(Aim of the exercise)
Reproduce the data that follows precisely.
[Start of section]
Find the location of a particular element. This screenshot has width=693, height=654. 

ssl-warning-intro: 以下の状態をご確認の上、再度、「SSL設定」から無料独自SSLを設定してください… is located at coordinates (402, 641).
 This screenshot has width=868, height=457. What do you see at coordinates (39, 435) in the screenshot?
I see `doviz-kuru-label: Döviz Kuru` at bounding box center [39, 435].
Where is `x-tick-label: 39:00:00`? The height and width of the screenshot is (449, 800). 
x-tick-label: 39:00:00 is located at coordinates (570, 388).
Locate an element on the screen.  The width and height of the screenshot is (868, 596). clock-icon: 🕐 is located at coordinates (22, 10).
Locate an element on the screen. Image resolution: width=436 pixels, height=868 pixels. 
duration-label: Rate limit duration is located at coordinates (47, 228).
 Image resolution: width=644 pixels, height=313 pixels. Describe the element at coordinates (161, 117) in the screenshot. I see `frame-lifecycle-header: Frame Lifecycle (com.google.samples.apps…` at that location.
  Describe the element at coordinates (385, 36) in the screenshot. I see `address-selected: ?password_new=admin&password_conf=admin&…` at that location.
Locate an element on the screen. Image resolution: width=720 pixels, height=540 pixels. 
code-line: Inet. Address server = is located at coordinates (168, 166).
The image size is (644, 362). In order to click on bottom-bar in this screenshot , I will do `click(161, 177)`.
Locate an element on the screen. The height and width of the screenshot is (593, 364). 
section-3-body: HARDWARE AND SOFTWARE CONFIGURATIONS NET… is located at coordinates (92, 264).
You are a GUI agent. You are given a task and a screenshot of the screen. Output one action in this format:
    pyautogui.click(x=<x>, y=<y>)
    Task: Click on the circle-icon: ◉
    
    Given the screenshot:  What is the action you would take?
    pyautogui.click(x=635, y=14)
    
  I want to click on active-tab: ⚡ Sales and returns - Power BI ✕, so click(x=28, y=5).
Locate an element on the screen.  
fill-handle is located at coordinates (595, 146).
[End of section]
(Exercise solution)
Find the location of a particular element. This screenshot has width=693, height=654. 

ssl-warning-intro: 以下の状態をご確認の上、再度、「SSL設定」から無料独自SSLを設定してください… is located at coordinates (402, 641).
 This screenshot has width=868, height=457. What do you see at coordinates (39, 435) in the screenshot?
I see `doviz-kuru-label: Döviz Kuru` at bounding box center [39, 435].
Where is `x-tick-label: 39:00:00`? The height and width of the screenshot is (449, 800). 
x-tick-label: 39:00:00 is located at coordinates (570, 388).
Locate an element on the screen.  The width and height of the screenshot is (868, 596). clock-icon: 🕐 is located at coordinates (22, 10).
Locate an element on the screen. Image resolution: width=436 pixels, height=868 pixels. 
duration-label: Rate limit duration is located at coordinates (47, 228).
 Image resolution: width=644 pixels, height=313 pixels. Describe the element at coordinates (161, 117) in the screenshot. I see `frame-lifecycle-header: Frame Lifecycle (com.google.samples.apps…` at that location.
  Describe the element at coordinates (385, 36) in the screenshot. I see `address-selected: ?password_new=admin&password_conf=admin&…` at that location.
Locate an element on the screen. Image resolution: width=720 pixels, height=540 pixels. 
code-line: Inet. Address server = is located at coordinates (168, 166).
The image size is (644, 362). In order to click on bottom-bar in this screenshot , I will do `click(161, 177)`.
Locate an element on the screen. The height and width of the screenshot is (593, 364). 
section-3-body: HARDWARE AND SOFTWARE CONFIGURATIONS NET… is located at coordinates (92, 264).
You are a GUI agent. You are given a task and a screenshot of the screen. Output one action in this format:
    pyautogui.click(x=<x>, y=<y>)
    Task: Click on the circle-icon: ◉
    
    Given the screenshot:  What is the action you would take?
    pyautogui.click(x=635, y=14)
    
  I want to click on active-tab: ⚡ Sales and returns - Power BI ✕, so click(x=28, y=5).
Locate an element on the screen.  
fill-handle is located at coordinates (595, 146).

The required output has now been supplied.